Full Sun 7 Full Sun 8 Just Passing Through 9 Multi-Value Motorway 10 The Night that All Time Broke Out 11 Randy’s Syndrome 12 Still Trajectories 13 Two Modern Myths (Reflection on Mars and Ultimate Construction) 14 Wonder Weapon 15 …And the Stagnation of the Heart 16 Drake-Man Route 17 Dreamer, Schemer 18 Dream of Distance 19 Send her Victorious 20 The Serpent of Kundalini 21 The Tell-Tale Heart-Machine 22 Total Environment 23 The Village Swindler 24 When I Was Very Jung 25 The Worm that Flies 26 The Firmament Theorem 27 Greeks Bringing Knee-High Gifts 28 The Humming Heads 29 The Moment of Eclipse 30 Ouspenski’s Astrabahn 31 Since the Assassination 32 So Far From Prague 33 The Soft Predicament 34 Supertoys Last All Summer Long 35 That Uncomfortable Pause Between Life and Art… 36 Working in the Spaceship Yards About the Author Also by Brian Aldiss About the Publisher
The shadows of the endless trees lengthened toward evening and then disappeared, as the sun was consumed by a great pile of cloud on the horizon. Balank was ill at ease, taking his laser rifle from the trundler and tucking it under his arm, although it meant more weight to carry uphill and he was tiring.
The trundler never tired. They had been climbing these hills most of the day, as Balank’s thigh muscles informed him, and he had been bent almost double under the oak trees, with the machine always matching his pace beside him, keeping up the hunt.
During much of the wearying day, their instruments told them that the werewolf was fairly close. Balank remained alert, suspicious of every tree. In the last half hour, though, the scent had faded. When they reached the top of this hill, they would rest – or the man would. The clearing at the top was near now. Under Balank’s boots, the layer of dead leaves was thinning.

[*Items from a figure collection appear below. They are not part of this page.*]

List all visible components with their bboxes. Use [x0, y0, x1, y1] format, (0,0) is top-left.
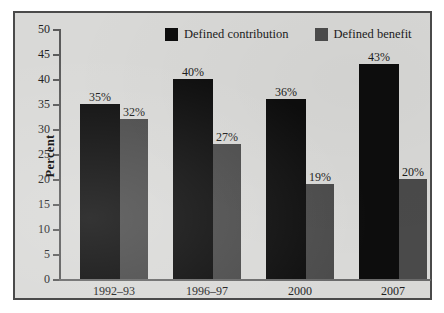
bar: 32%: [120, 119, 148, 279]
y-tick-label: 50: [38, 23, 50, 35]
bar: 36%: [266, 99, 306, 279]
legend-label-defined-benefit: Defined benefit: [334, 28, 412, 41]
chart-legend: Defined contribution Defined benefit: [165, 26, 412, 42]
y-tick-label: 30: [38, 123, 50, 135]
y-tick-label: 45: [38, 48, 50, 60]
y-tick-mark: [53, 279, 59, 281]
figure-root: Defined contribution Defined benefit Per…: [0, 0, 444, 313]
bar: 19%: [306, 184, 334, 279]
bar-value-label: 32%: [123, 106, 145, 118]
legend-swatch-defined-benefit: [315, 28, 328, 41]
legend-label-defined-contribution: Defined contribution: [184, 28, 289, 41]
x-axis-label: 1996–97: [186, 285, 228, 297]
bar-value-label: 27%: [216, 131, 238, 143]
y-axis-title: Percent: [43, 134, 58, 177]
y-tick-label: 15: [38, 198, 50, 210]
bar-group: 40%27%: [152, 29, 245, 279]
y-tick-label: 0: [44, 273, 50, 285]
bar: 40%: [173, 79, 213, 279]
bar-value-label: 40%: [182, 66, 204, 78]
y-tick-label: 10: [38, 223, 50, 235]
bar: 20%: [399, 179, 427, 279]
chart-panel: Defined contribution Defined benefit Per…: [13, 11, 432, 300]
plot-area: 05101520253035404550 35%32%40%27%36%19%4…: [59, 29, 431, 279]
bar-value-label: 35%: [89, 91, 111, 103]
x-axis-line: [59, 279, 431, 281]
x-axis-label: 2000: [288, 285, 312, 297]
legend-swatch-defined-contribution: [165, 28, 178, 41]
bar-group: 36%19%: [245, 29, 338, 279]
y-tick-label: 35: [38, 98, 50, 110]
y-tick-label: 40: [38, 73, 50, 85]
bar-group: 43%20%: [338, 29, 431, 279]
legend-entry-defined-contribution: Defined contribution: [165, 28, 289, 41]
legend-entry-defined-benefit: Defined benefit: [315, 28, 412, 41]
bar: 43%: [359, 64, 399, 279]
bar-value-label: 36%: [275, 86, 297, 98]
bar-group: 35%32%: [59, 29, 152, 279]
x-axis-label: 2007: [381, 285, 405, 297]
bar-value-label: 19%: [309, 171, 331, 183]
y-tick-label: 5: [44, 248, 50, 260]
bar-value-label: 20%: [402, 166, 424, 178]
bar-value-label: 43%: [368, 51, 390, 63]
bar: 27%: [213, 144, 241, 279]
bar: 35%: [80, 104, 120, 279]
x-axis-label: 1992–93: [93, 285, 135, 297]
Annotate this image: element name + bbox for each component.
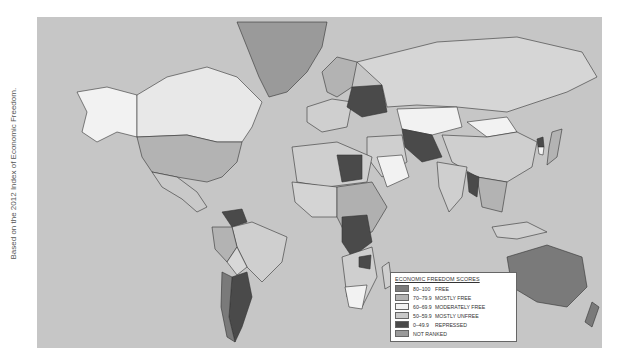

He had spent too long with his head bent toward the brown-gold carpet; even his retinas were tired. Now he stopped, breathing the sharp air deeply, and stared about. The view behind them, across tumbled and almost uninhabited country, was magnificent, but Balank gave it scarcely a glance. The infrared warning on the trundler sounded, and the machine pointed a slender rod at a man-sized heat source ahead of them. Balank saw the man almost at the same moment as the machine.